University of Belgrade, Faculty of Philology, Comparative Literature and Literary Theory, www.bg.ac.rs/en/ Biljana DOJČINOVIĆ and Ana KOLARIĆ This course aims 1) to describe and explore the close relationship among theory, activism, and cultural and artistic practices in the feminist press in Serbia in the 90s (particularly in magazines such as: ProFemina, Ženske studije, Feminističke sveske); and 2) to examine if and how this relationship has been changed in more scholarly journals in feminist and gender theory, founded in the post-conflict, transitional Serbian society in the 2000s (such as: Genero and Knjiženstvo). course term

Summer semester 2017

guest lecturers

Katja Mihurko Poniž, associate professor, University of Nova Gorica/ Jasmina Lukić, associate professor, Central European University, Budapest/ Stanislava Barać, research associate, Institute for Literature and Arts, Belgrade/ Jelena Milinković, independent scholar, Belgrade/ Svetlana Stefanović, independent scholar, Belgrade lecturers

Biljana Dojčinović (professor) has been teaching in the Department of Comparative Literature and Literary Theory, Faculty of Philology since 2003. In 2011, she became director of the research project Knjiženstvo and editor-in-chief of the journal Knjiženstvo. Ana Kolarić (Dr) has been teaching in the Department of Comparative Literature and Literary Theory, Faculty of Philology, since 2010. In 2011, she began to participate in the research project Knjiženstvo, and became a member of the editorial board of the journal Knjiženstvo.


SLOVAK REPUBLIC

Soft Norm: From Historical Awareness to Civil Engaged Art Practices

Academy of Fine Arts and Design Bratislava, Department of Sculpture, Object, Installation, www.vsvu.sk/en/ Martin PIAČEK SOFT NORM is a hybrid academic art course that focuses on civic identity development with the help of historiography, art history, art theory and related social and political activist approaches. The course involves both specialised lectures and practical art research sessions. course term

Winter semester 2016/2017

guest lecturers

Roman Holec, historian, researcher and writer, Slovakia/ Elena Mannová, historian, researcher and writer, Slovakia/ Marina Zavacká, historian, Slovakia/ Margarethe Makovec and Anthon Lederer, curators, Austria/ Anežka Bartlová, historian, Czech Republic/ Petra Švardová, historian and culturologist, Slovakia/ Gábor Hushegyi, art historian and writer, Slovakia/ Edit András, historian, lecturer and writer, Budapest/ Aneta Mona Chisa, visual artist, Romania lecturer

Martin Piaček is a visual artist, pedagogue and activist. He is Chairman of Public Pedestal, a civil organisation dealing with contemporary visual art in public space (www. verejnypodstavec.com). He is active on the KU.BA platform (www.kulturnabratislava.sk).

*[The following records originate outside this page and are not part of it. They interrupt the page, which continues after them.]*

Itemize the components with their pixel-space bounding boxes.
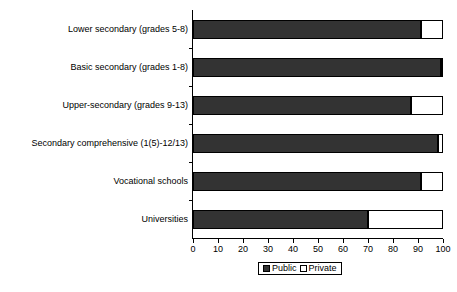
category-label: Upper-secondary (grades 9-13) bbox=[0, 100, 188, 110]
category-label: Basic secondary (grades 1-8) bbox=[0, 62, 188, 72]
bar-row bbox=[193, 172, 443, 191]
bar-row bbox=[193, 58, 443, 77]
category-label: Lower secondary (grades 5-8) bbox=[0, 24, 188, 34]
bar-row bbox=[193, 96, 443, 115]
bar-segment-private bbox=[438, 134, 443, 153]
x-axis-tick-label: 80 bbox=[381, 244, 405, 254]
x-axis-tick bbox=[218, 239, 219, 243]
bar-segment-private bbox=[421, 20, 444, 39]
x-axis-tick-label: 90 bbox=[406, 244, 430, 254]
x-axis-tick bbox=[343, 239, 344, 243]
bar-segment-private bbox=[411, 96, 444, 115]
legend-swatch-private-icon bbox=[300, 265, 307, 272]
x-axis-tick bbox=[418, 239, 419, 243]
y-axis-tick bbox=[189, 86, 193, 87]
legend-label-public: Public bbox=[272, 264, 297, 273]
legend-item-private: Private bbox=[300, 264, 337, 273]
bar-segment-private bbox=[441, 58, 444, 77]
bar-segment-public bbox=[193, 172, 421, 191]
stacked-bar-chart: Lower secondary (grades 5-8)Basic second… bbox=[0, 0, 457, 292]
legend-label-private: Private bbox=[309, 264, 337, 273]
y-axis-tick bbox=[189, 200, 193, 201]
x-axis-tick bbox=[368, 239, 369, 243]
x-axis-tick-label: 30 bbox=[256, 244, 280, 254]
x-axis-tick-label: 70 bbox=[356, 244, 380, 254]
x-axis-tick-label: 20 bbox=[231, 244, 255, 254]
bar-segment-private bbox=[368, 210, 443, 229]
x-axis-tick bbox=[443, 239, 444, 243]
y-axis-tick bbox=[189, 162, 193, 163]
chart-legend: Public Private bbox=[258, 262, 342, 275]
y-axis-tick bbox=[189, 48, 193, 49]
x-axis-tick-label: 10 bbox=[206, 244, 230, 254]
category-label: Secondary comprehensive (1(5)-12/13) bbox=[0, 138, 188, 148]
bar-segment-public bbox=[193, 134, 438, 153]
legend-swatch-public-icon bbox=[263, 265, 270, 272]
x-axis-tick-label: 100 bbox=[431, 244, 455, 254]
bar-segment-public bbox=[193, 210, 368, 229]
legend-item-public: Public bbox=[263, 264, 297, 273]
bar-row bbox=[193, 210, 443, 229]
x-axis-tick bbox=[293, 239, 294, 243]
bar-segment-public bbox=[193, 96, 411, 115]
bar-row bbox=[193, 134, 443, 153]
bar-segment-public bbox=[193, 20, 421, 39]
category-label: Vocational schools bbox=[0, 176, 188, 186]
bar-segment-public bbox=[193, 58, 441, 77]
y-axis-tick bbox=[189, 124, 193, 125]
x-axis-tick-label: 50 bbox=[306, 244, 330, 254]
x-axis-tick-label: 40 bbox=[281, 244, 305, 254]
x-axis-tick bbox=[268, 239, 269, 243]
category-axis-labels: Lower secondary (grades 5-8)Basic second… bbox=[0, 10, 192, 238]
x-axis-tick bbox=[243, 239, 244, 243]
plot-area: 0102030405060708090100 bbox=[193, 10, 443, 238]
x-axis-tick-label: 60 bbox=[331, 244, 355, 254]
bar-row bbox=[193, 20, 443, 39]
category-label: Universities bbox=[0, 214, 188, 224]
bar-segment-private bbox=[421, 172, 444, 191]
x-axis-tick bbox=[393, 239, 394, 243]
x-axis-tick-label: 0 bbox=[181, 244, 205, 254]
x-axis-tick bbox=[193, 239, 194, 243]
x-axis-tick bbox=[318, 239, 319, 243]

Some of the guest lecturers have yet to be confirmed and may be subject to change.


PATTERNS LECTURES TEAM

ERSTE Foundation Christiane Erharter

WUS Austria Michaela Handke Marc Schwärzli

For detailed information about the project and updates, please check the website: www.patternslectures.org Contact us at: patterns@wus-austria.org

Photo: Natascha Unkart



INITIATED BY

IMPLEMENTED BY

ERSTE Foundation In 2003, ERSTE Foundation evolved out of the Erste Oesterreichische Spar-Casse, the first Austrian savings bank. Currently, ERSTE Foundation is the main shareholder of Erste Group. It is an effective partner of a strong and confident civil society in Central and South Eastern Europe. The foundation invests part of its dividends to enable civil society, the inclusion of socially disadvantaged groups, and contemporary and socially engaged art. ERSTE Foundation promotes engagement with critical societal developments by artists and cultural producers and mediates their works to a wider public.

World University Service (WUS) Austria World University Service (WUS) Austria is a politically independent, non-governmental organisation committed to the promotion of the human right to education on the basis of academic freedom and university autonomy. Since its establishment in Graz in 1983, WUS Austria has been working to achieve this goal in various countries all over the world. Today WUS Austria has a regional focus on the countries of South Eastern and Eastern Europe and has two branch offices in Sarajevo and Prishtina.